Well, Marx believed that the Petite Bourgeoisie would disappear. Their members, unable to economically compete, would become employed workers. Hasn’t happened, though. He also observed that this class emulated the outlook of the Haute Bourgeoisie, the rich. IDK more about that. I find it interesting how vocally in favor of right-wing economic policies some artists are, even though these policies massively favor the rich. The phrase temporarily embarrassed millionaire comes to mind. I’m curious about that, is all.
I like how empathic your anarchist take is but I’m not really sure what to do with it.
I like how empathic your anarchist take is but I’m not really sure what to do with it.
That might be because I didn’t give a single bit of advise regarding praxis :)
I’ll just leave a link to one of Anark’s videos here, though the overall tl;dr of everything is “build the new in the shell of the old without fucking up”.
Here is an alternative Piped link(s):
I’ll just leave a link to one of Anark’s videos here
Piped is a privacy-respecting open-source alternative frontend to YouTube.
I’m open-source; check me out at GitHub.
The economics are an unworkable mess but I don’t mind having sent him some ad money. Do have anything on how an advanced economy with a high degree of specialization could coordinate production and logistics?
There’s different ideas, roughly distinguished between market and council-based, with less and more central planning. The CNT in Spain had a quite market-based approach, for example, but OTOH you see council-type structures even in today’s capitalism: The development of lithography technology and machines for that, for example, quickly hit a brick wall, none of the (gigantic) companies working on it were actually large enough to do it so they started cooperating. The label on the machine might say “ASML” but really they’re only a systems integrator: They’ve worked with a multitude of other companies to develop and build exactly the stuff that will be necessary, there’s no competition between say Corning and Zeiss who’s going to make a particular lens or such: They’ve agreed, together, to build a certain technology, divided up the work according to their specialities – including “make money with the machine”, that’s TSMC’s area of expertise. Roughly speaking: The less commodified a particular erm commodity is the more likely it’s not actually directly bound by market forces, even in our current economy you get these islands of horizontal cooperation within the larger shark tank. You’ll pay money for those machines but money alone might not buy you one, you might need to be part of a syndicate.
But I agree with you (or I think that’s your implication) that pure mutualism will not work for these kinds of “put a man on the moon” projects, it’s not structured enough and without structure no planning (centralised or decentralised). And frankly speaking the theory around this topic is kinda lacking, first off because much of the theory about it is old, where “big industry” meant “a steel mill”, secondly because Anarchism has ceased to plan ahead details: We don’t have the necessary knowledge and information to pre-empt the decisions of people down the line, and we shouldn’t attempt to, either. They will organise those projects as they see fit in some democratic manner, what’s up to us is to grow democracy within the economy to a degree where more and more economic actors jump on the ship, as well as develop abstract frameworks, a body of ideas and approaches in line with Anarchist principles, that they can pick and choose from as they like and circumstances dictate, and develop further. And most of all we need to kill off hierarchical realism, that is, the idea that nothing ever works without an imposed hierarchy even though everyone sees it working all the time when friends get together to have a grill party. Are there scaling issues, sure… but hierarchies have scaling issues, too, even insurmountable ones (mostly around information processing complexity and perverse incentives) and we don’t discount them on that basis. There’s a strong cultural bias and blind-spot, there.
In a nutshell, it’s the old leftist problem: We know exactly what’s wrong and also know how things ought to look like to be better, but details, man, details. In the end, in practice, there’s no perfect, there’s only less bad.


#### Exercise description:
Give back the data below word for word. Any image in it should be left out.

[Records from a collection]
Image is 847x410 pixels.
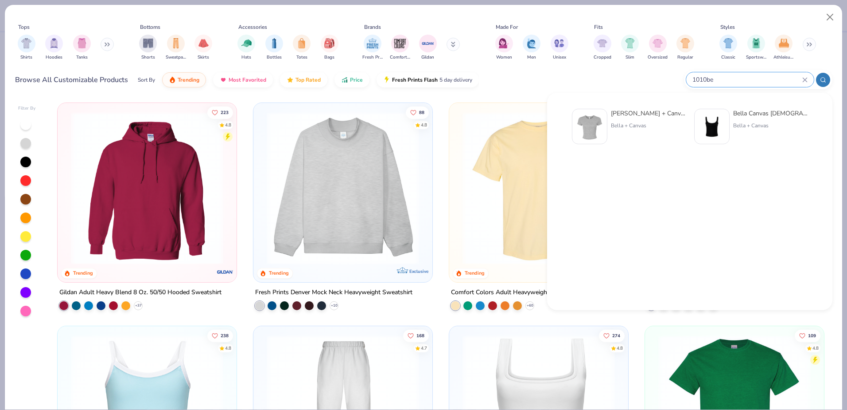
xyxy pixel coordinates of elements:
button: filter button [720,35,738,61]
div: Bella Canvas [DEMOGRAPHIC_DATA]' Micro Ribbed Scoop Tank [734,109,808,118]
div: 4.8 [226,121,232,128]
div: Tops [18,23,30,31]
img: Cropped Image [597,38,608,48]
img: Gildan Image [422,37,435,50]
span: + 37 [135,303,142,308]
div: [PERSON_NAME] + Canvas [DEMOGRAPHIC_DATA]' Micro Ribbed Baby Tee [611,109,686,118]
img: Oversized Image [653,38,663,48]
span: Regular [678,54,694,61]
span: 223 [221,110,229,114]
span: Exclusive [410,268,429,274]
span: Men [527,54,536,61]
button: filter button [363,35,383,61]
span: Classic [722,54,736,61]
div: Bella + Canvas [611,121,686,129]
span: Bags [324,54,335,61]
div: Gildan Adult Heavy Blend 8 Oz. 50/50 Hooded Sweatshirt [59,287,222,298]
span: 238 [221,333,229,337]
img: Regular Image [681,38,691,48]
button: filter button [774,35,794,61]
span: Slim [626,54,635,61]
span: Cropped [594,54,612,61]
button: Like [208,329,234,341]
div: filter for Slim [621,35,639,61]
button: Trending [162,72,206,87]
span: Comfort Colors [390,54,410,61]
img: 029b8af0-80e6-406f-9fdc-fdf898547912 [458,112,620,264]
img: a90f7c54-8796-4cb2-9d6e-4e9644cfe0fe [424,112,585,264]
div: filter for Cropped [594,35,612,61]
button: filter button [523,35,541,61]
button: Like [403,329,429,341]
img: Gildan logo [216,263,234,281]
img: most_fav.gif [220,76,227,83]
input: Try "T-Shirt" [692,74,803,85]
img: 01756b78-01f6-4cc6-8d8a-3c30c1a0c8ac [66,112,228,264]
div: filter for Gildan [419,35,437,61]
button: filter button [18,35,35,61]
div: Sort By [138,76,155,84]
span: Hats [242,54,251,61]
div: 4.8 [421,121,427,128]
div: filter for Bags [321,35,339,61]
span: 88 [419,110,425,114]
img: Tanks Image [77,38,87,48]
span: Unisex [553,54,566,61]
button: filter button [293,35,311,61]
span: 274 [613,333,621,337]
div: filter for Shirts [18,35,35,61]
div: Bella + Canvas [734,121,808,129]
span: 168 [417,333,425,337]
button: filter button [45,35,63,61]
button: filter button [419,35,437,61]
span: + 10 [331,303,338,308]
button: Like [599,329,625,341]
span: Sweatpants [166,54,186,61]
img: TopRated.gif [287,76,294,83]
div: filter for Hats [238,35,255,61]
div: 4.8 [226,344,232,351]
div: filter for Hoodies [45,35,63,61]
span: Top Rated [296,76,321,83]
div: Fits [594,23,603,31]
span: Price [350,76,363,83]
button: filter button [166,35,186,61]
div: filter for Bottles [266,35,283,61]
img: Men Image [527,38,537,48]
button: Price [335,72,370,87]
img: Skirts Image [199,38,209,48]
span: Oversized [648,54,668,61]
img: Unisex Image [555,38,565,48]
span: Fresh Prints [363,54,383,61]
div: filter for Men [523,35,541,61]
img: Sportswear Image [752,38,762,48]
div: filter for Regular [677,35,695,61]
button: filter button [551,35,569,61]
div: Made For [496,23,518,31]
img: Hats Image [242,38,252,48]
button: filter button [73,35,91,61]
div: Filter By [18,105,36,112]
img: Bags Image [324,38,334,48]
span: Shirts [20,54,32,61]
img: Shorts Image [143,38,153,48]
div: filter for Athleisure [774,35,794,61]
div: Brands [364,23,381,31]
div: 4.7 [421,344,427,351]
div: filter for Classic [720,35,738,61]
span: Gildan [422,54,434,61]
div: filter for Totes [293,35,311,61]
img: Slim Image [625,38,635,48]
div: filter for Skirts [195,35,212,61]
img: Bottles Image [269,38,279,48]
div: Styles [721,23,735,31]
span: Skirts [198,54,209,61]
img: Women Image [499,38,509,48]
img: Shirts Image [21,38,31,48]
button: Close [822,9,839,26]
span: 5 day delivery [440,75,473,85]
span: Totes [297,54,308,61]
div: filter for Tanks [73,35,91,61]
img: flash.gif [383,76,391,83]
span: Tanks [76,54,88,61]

#### Result:
Image is 847x410 pixels.
xyxy pixel coordinates of elements:
button: filter button [720,35,738,61]
div: Bella Canvas [DEMOGRAPHIC_DATA]' Micro Ribbed Scoop Tank [734,109,808,118]
div: 4.8 [226,121,232,128]
div: Tops [18,23,30,31]
img: Cropped Image [597,38,608,48]
img: Gildan Image [422,37,435,50]
span: + 37 [135,303,142,308]
div: [PERSON_NAME] + Canvas [DEMOGRAPHIC_DATA]' Micro Ribbed Baby Tee [611,109,686,118]
img: Oversized Image [653,38,663,48]
span: Regular [678,54,694,61]
span: 223 [221,110,229,114]
span: Exclusive [410,268,429,274]
span: Men [527,54,536,61]
button: filter button [363,35,383,61]
span: Classic [722,54,736,61]
div: Bella + Canvas [611,121,686,129]
span: Bags [324,54,335,61]
div: Gildan Adult Heavy Blend 8 Oz. 50/50 Hooded Sweatshirt [59,287,222,298]
span: 238 [221,333,229,337]
img: Regular Image [681,38,691,48]
button: filter button [774,35,794,61]
span: Slim [626,54,635,61]
span: Cropped [594,54,612,61]
button: Like [208,329,234,341]
div: filter for Slim [621,35,639,61]
button: Trending [162,72,206,87]
span: Comfort Colors [390,54,410,61]
img: 029b8af0-80e6-406f-9fdc-fdf898547912 [458,112,620,264]
img: a90f7c54-8796-4cb2-9d6e-4e9644cfe0fe [424,112,585,264]
div: filter for Cropped [594,35,612,61]
button: filter button [523,35,541,61]
button: Like [403,329,429,341]
img: Gildan logo [216,263,234,281]
img: most_fav.gif [220,76,227,83]
input: Try "T-Shirt" [692,74,803,85]
img: 01756b78-01f6-4cc6-8d8a-3c30c1a0c8ac [66,112,228,264]
div: filter for Gildan [419,35,437,61]
button: filter button [18,35,35,61]
div: Sort By [138,76,155,84]
span: Hats [242,54,251,61]
div: 4.8 [421,121,427,128]
div: filter for Bags [321,35,339,61]
span: 88 [419,110,425,114]
img: Tanks Image [77,38,87,48]
span: Unisex [553,54,566,61]
button: filter button [293,35,311,61]
span: 274 [613,333,621,337]
div: filter for Shirts [18,35,35,61]
div: Bella + Canvas [734,121,808,129]
span: 168 [417,333,425,337]
button: filter button [45,35,63,61]
button: filter button [419,35,437,61]
span: + 10 [331,303,338,308]
button: Like [599,329,625,341]
span: Sweatpants [166,54,186,61]
img: TopRated.gif [287,76,294,83]
div: filter for Hats [238,35,255,61]
div: 4.8 [226,344,232,351]
div: filter for Hoodies [45,35,63,61]
span: Top Rated [296,76,321,83]
div: Fits [594,23,603,31]
span: Price [350,76,363,83]
button: filter button [166,35,186,61]
div: filter for Bottles [266,35,283,61]
img: Men Image [527,38,537,48]
button: Price [335,72,370,87]
img: Skirts Image [199,38,209,48]
span: Oversized [648,54,668,61]
img: Unisex Image [555,38,565,48]
span: Fresh Prints [363,54,383,61]
div: filter for Men [523,35,541,61]
img: Sportswear Image [752,38,762,48]
div: filter for Regular [677,35,695,61]
button: filter button [551,35,569,61]
div: Made For [496,23,518,31]
img: Hats Image [242,38,252,48]
button: filter button [73,35,91,61]
div: Filter By [18,105,36,112]
img: Bags Image [324,38,334,48]
span: Shirts [20,54,32,61]
img: Shorts Image [143,38,153,48]
div: filter for Athleisure [774,35,794,61]
div: Brands [364,23,381,31]
div: 4.7 [421,344,427,351]
div: filter for Classic [720,35,738,61]
span: Gildan [422,54,434,61]
div: filter for Totes [293,35,311,61]
img: Slim Image [625,38,635,48]
div: filter for Skirts [195,35,212,61]
img: Bottles Image [269,38,279,48]
div: Styles [721,23,735,31]
span: Skirts [198,54,209,61]
img: Women Image [499,38,509,48]
img: Shirts Image [21,38,31,48]
button: Close [822,9,839,26]
span: 5 day delivery [440,75,473,85]
span: Totes [297,54,308,61]
div: filter for Tanks [73,35,91,61]
img: flash.gif [383,76,391,83]
span: Tanks [76,54,88,61]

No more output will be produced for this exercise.